Divine Command Theory
Divine Command Theory
Divine Command Theory
Metaphysical dependence is the metaethical claim in favour of the Divine Command Theory.
Prudential dependence
God enforces morality through administering reward or punishment depending on how compliant we are
to God’s word. We act morally because God punishes or rewards us for our moral behaviour.
As such, God’s existence compels us to act morally. Therefore, if you don’t follow God’s word, God will punish
you. If you follow God’s commands, you will be rewarded.
So, Morality depends on God in the sense that God motivates us to act morally through being the enforcer of
morality.
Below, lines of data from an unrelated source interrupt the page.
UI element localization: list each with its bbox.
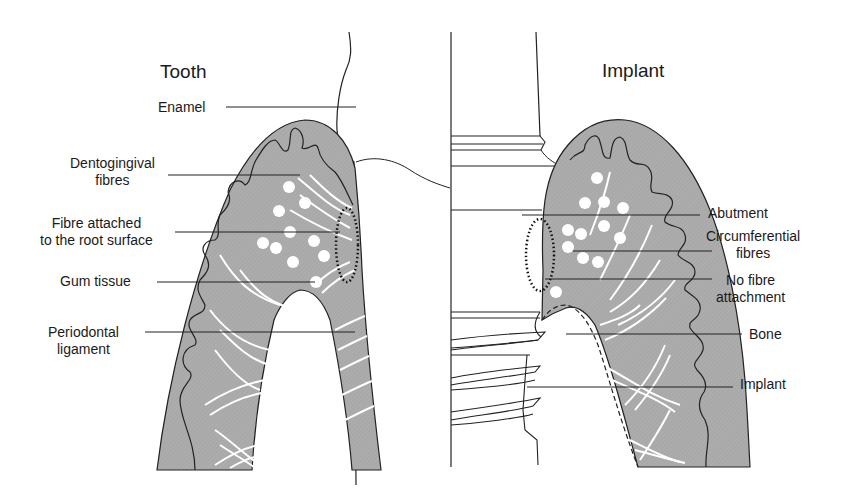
label-abutment-text: Abutment xyxy=(708,205,768,221)
label-no-fibre-line2: attachment xyxy=(716,289,785,306)
label-abutment: Abutment xyxy=(708,205,768,222)
gingival-curve xyxy=(356,159,450,188)
label-implant: Implant xyxy=(740,376,786,393)
label-no-fibre-attachment: No fibre attachment xyxy=(716,272,785,306)
label-circumferential-line2: fibres xyxy=(706,245,800,262)
label-enamel-text: Enamel xyxy=(158,99,205,115)
label-circumferential-fibres: Circumferential fibres xyxy=(706,228,800,262)
label-bone-text: Bone xyxy=(749,326,782,342)
implant-threads xyxy=(451,312,545,465)
label-gum-tissue: Gum tissue xyxy=(60,273,131,290)
label-enamel: Enamel xyxy=(158,99,205,116)
gum-tissue-shape xyxy=(157,120,381,470)
label-dentogingival-line2: fibres xyxy=(70,172,155,189)
label-dentogingival-line1: Dentogingival xyxy=(70,155,155,172)
label-no-fibre-line1: No fibre xyxy=(716,272,785,289)
tooth-title: Tooth xyxy=(160,61,206,83)
label-fibre-attached-line1: Fibre attached xyxy=(40,215,153,232)
label-dentogingival-fibres: Dentogingival fibres xyxy=(70,155,155,189)
label-periodontal-line1: Periodontal xyxy=(48,324,119,341)
label-fibre-attached-line2: to the root surface xyxy=(40,232,153,249)
abutment-right-edge xyxy=(536,32,540,136)
label-implant-text: Implant xyxy=(740,376,786,392)
label-circumferential-line1: Circumferential xyxy=(706,228,800,245)
implant-title: Implant xyxy=(602,60,664,82)
label-fibre-attached: Fibre attached to the root surface xyxy=(40,215,153,249)
label-gum-tissue-text: Gum tissue xyxy=(60,273,131,289)
label-periodontal-line2: ligament xyxy=(48,341,119,358)
label-bone: Bone xyxy=(749,326,782,343)
label-periodontal-ligament: Periodontal ligament xyxy=(48,324,119,358)
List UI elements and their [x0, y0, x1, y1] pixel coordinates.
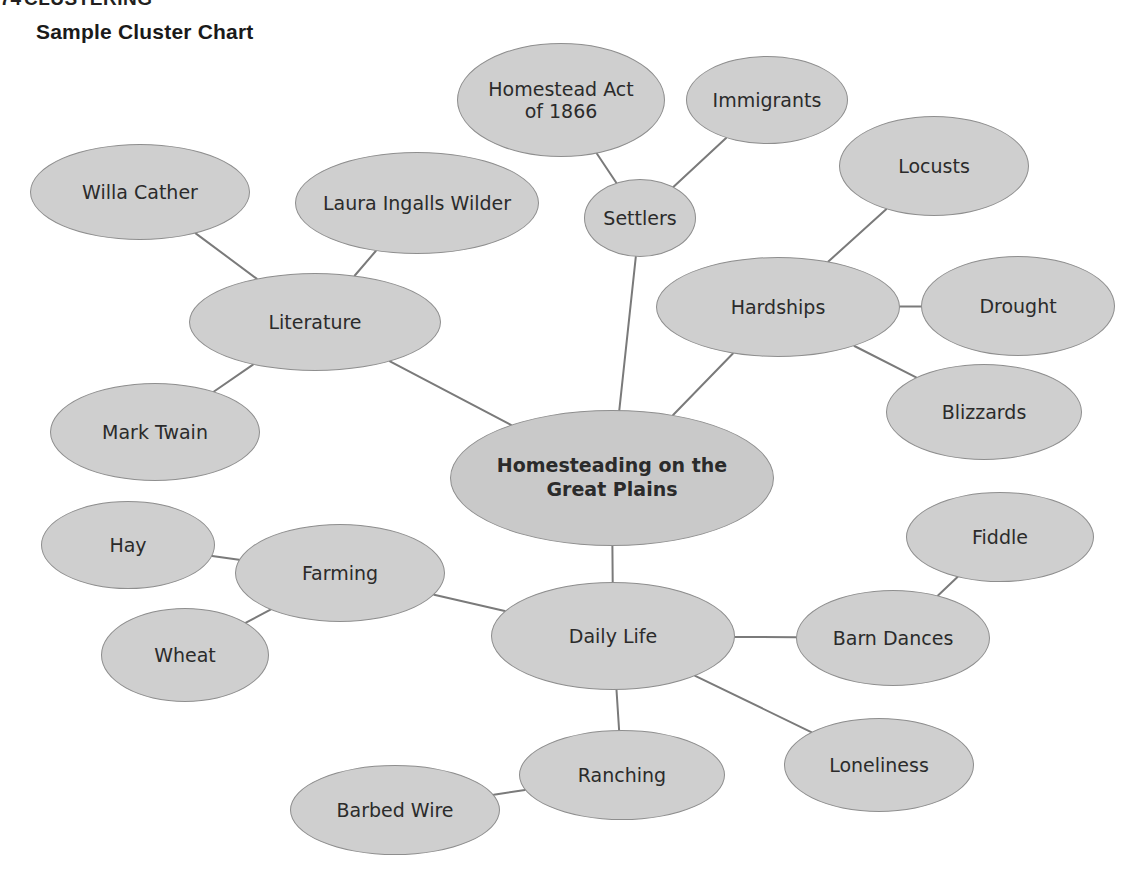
node-label-hay: Hay — [52, 534, 204, 556]
node-label-daily_life: Daily Life — [502, 625, 724, 647]
node-label-farming: Farming — [246, 562, 434, 584]
cluster-chart-page: 74 CLUSTERING Sample Cluster Chart Homes… — [0, 0, 1141, 889]
node-label-willa_cather: Willa Cather — [41, 181, 239, 203]
node-label-settlers: Settlers — [595, 207, 685, 229]
node-center[interactable]: Homesteading on theGreat Plains — [450, 410, 774, 546]
node-barbed_wire[interactable]: Barbed Wire — [290, 765, 500, 855]
node-loneliness[interactable]: Loneliness — [784, 718, 974, 812]
node-hay[interactable]: Hay — [41, 501, 215, 589]
node-blizzards[interactable]: Blizzards — [886, 364, 1082, 460]
node-willa_cather[interactable]: Willa Cather — [30, 144, 250, 240]
node-fiddle[interactable]: Fiddle — [906, 492, 1094, 582]
node-label-mark_twain: Mark Twain — [61, 421, 249, 443]
node-label-homestead_act: Homestead Actof 1866 — [468, 78, 654, 123]
node-label-blizzards: Blizzards — [897, 401, 1071, 423]
node-label-wheat: Wheat — [112, 644, 258, 666]
node-immigrants[interactable]: Immigrants — [686, 56, 848, 144]
node-label-hardships: Hardships — [667, 296, 889, 318]
node-locusts[interactable]: Locusts — [839, 116, 1029, 216]
node-label-center: Homesteading on theGreat Plains — [461, 454, 763, 502]
node-barn_dances[interactable]: Barn Dances — [796, 590, 990, 686]
node-label-laura_wilder: Laura Ingalls Wilder — [306, 192, 528, 214]
node-laura_wilder[interactable]: Laura Ingalls Wilder — [295, 152, 539, 254]
node-label-fiddle: Fiddle — [917, 526, 1083, 548]
node-label-ranching: Ranching — [530, 764, 714, 786]
node-label-locusts: Locusts — [850, 155, 1018, 177]
cluster-diagram: Homesteading on theGreat PlainsSettlersH… — [0, 0, 1141, 889]
node-label-immigrants: Immigrants — [697, 89, 837, 111]
node-hardships[interactable]: Hardships — [656, 257, 900, 357]
node-label-barn_dances: Barn Dances — [807, 627, 979, 649]
node-wheat[interactable]: Wheat — [101, 608, 269, 702]
node-ranching[interactable]: Ranching — [519, 730, 725, 820]
node-label-barbed_wire: Barbed Wire — [301, 799, 489, 821]
node-settlers[interactable]: Settlers — [584, 179, 696, 257]
node-label-drought: Drought — [932, 295, 1104, 317]
node-layer: Homesteading on theGreat PlainsSettlersH… — [0, 0, 1141, 889]
node-label-literature: Literature — [200, 311, 430, 333]
node-mark_twain[interactable]: Mark Twain — [50, 383, 260, 481]
node-label-loneliness: Loneliness — [795, 754, 963, 776]
node-farming[interactable]: Farming — [235, 524, 445, 622]
node-literature[interactable]: Literature — [189, 273, 441, 371]
node-drought[interactable]: Drought — [921, 256, 1115, 356]
node-homestead_act[interactable]: Homestead Actof 1866 — [457, 43, 665, 157]
node-daily_life[interactable]: Daily Life — [491, 582, 735, 690]
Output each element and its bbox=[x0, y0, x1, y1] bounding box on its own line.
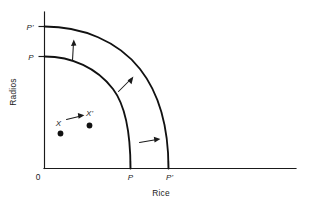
outer-frontier-curve bbox=[45, 27, 169, 169]
shift-arrow-lower-head bbox=[154, 137, 161, 143]
shift-arrows-group bbox=[71, 40, 160, 143]
y-axis-title: Radios bbox=[8, 78, 18, 105]
x-tick-label-p-prime: P' bbox=[166, 173, 173, 182]
shift-arrow-upper bbox=[71, 40, 76, 61]
labels-group: P' P 0 P P' Rice Radios X X' bbox=[8, 23, 173, 199]
shift-arrow-diagonal bbox=[119, 77, 134, 92]
point-x-dot bbox=[58, 131, 64, 137]
x-tick-label-p: P bbox=[128, 173, 134, 182]
ppf-diagram: P' P 0 P P' Rice Radios X X' bbox=[0, 0, 321, 205]
y-tick-label-p-prime: P' bbox=[27, 23, 34, 32]
origin-label: 0 bbox=[36, 172, 41, 182]
ppf-svg-canvas: P' P 0 P P' Rice Radios X X' bbox=[0, 0, 321, 205]
point-x-prime-label: X' bbox=[85, 109, 93, 118]
shift-arrow-diagonal-head bbox=[128, 77, 134, 85]
y-tick-label-p: P bbox=[28, 53, 34, 62]
shift-arrow-upper-head bbox=[71, 40, 76, 46]
x-axis-title: Rice bbox=[152, 188, 170, 198]
shift-arrow-lower bbox=[140, 137, 161, 143]
frontier-curves-group bbox=[45, 27, 169, 169]
tick-marks-group bbox=[39, 27, 169, 169]
point-move-arrow-head bbox=[78, 113, 85, 119]
point-move-arrow bbox=[67, 113, 85, 119]
point-x-label: X bbox=[55, 119, 62, 128]
axes-group bbox=[44, 12, 296, 169]
point-x-prime-dot bbox=[87, 123, 93, 129]
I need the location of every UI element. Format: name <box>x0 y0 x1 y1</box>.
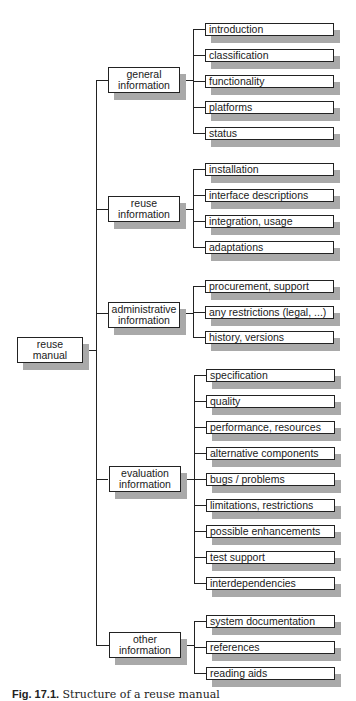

Without God and the fear of Hell or hope for Heaven he instils, we would not act morally.
Epistemic dependence
The Word of God (religious text) is the primary source from which we come to know what’s morally right
or wrong.
So, Morality depends on God in the sense that without God and God’s word, we would not know what’s
morally right and morally wrong.
The Central idea is that God is the source of moral guidance and knowledge for people.
Metaphysical dependence
God’s command determines what makes something morally right.
As such, an act is morally required in so far as God has commanded it as so.
So, Morality depends on God in the sense that something is morally right or wrong because God says so
simpliciter.
This is the dependence we are interested in when looking at the Divine Command Theory.
For DCT: God’s commanding it so makes something morally right. Therefore, according to the Divine
Command Theory:
An action is morally right if God commands it.
An action is morally wrong if God forbids it.
An action is morally neutral/permissible if God neither commands or forbids it.
Landau (see page 66) outlines the DCT differently by looking at the Argument for God’s Creation of
Morality, which states:
1. Every moral law requires an objective law maker, so everyone can be held to it objectively
2. Human beings cannot be moral law makers because they are imperfect
3. God is the only entity that can be completely objective
4. Therefore, God is the author of moral law.
Divine command theory Module three Philosophy: Ethics
In Plato’s Euthyphro dialogue, Socrates questions Euthyphro on the nature of Piety. Socrates raises a dilemma
which is a direct challenge to the Divine Command Theory...
“Is the pious loved by the Gods because it is pious, or is it pious because it is loved by the Gods?”
Gods commands do not make something right or wrong – forced to reject the DCT. Actions have been already
determined as right or wrong independent of God’s commands
Morality not metaphysically dependent on God, but may be still epistemically dependent on God – still a moral
guider/ imparts his wisdom upon us.
The implication of accepting Prong 1 is that God’s commands don’t make something morally right.
Therefore, if prong 1 is correct, we must reject the Divine Command Theory!
Why? Because morality will not be metaphysically dependent on God.
Instead, God would be commanding something because it has already been determined as morally right
independent of God’s command.
To defend Prong 2, you might want to insist that God would never command something that is bad as
morally right:
Swinburne states that there are necessary moral goods and contingent moral truths.
Necessary moral truths:
Some things are good no matter what God commands, and God commands these because they are Good.
E.g. Malicious harm is morally bad, just as a matter of logic.
This “bites the bullet” with prong 1.
Like logical truths. Something we can’t imagine to be otherwise
And if God has reasons, perhaps it is these reasons that determine the moral rightness or wrongness of an
action, not his commanding.
But this would mean that after all, God doesn’t make something right or wrong. It’s the reasons that do!
Also, God in this case seems to be beholden to an external standard of harm and benefit, and these seem to
constrain what God can command as morally right or wrong.
Back to square one! (Forced to abandon DCT because morality seems independent of God).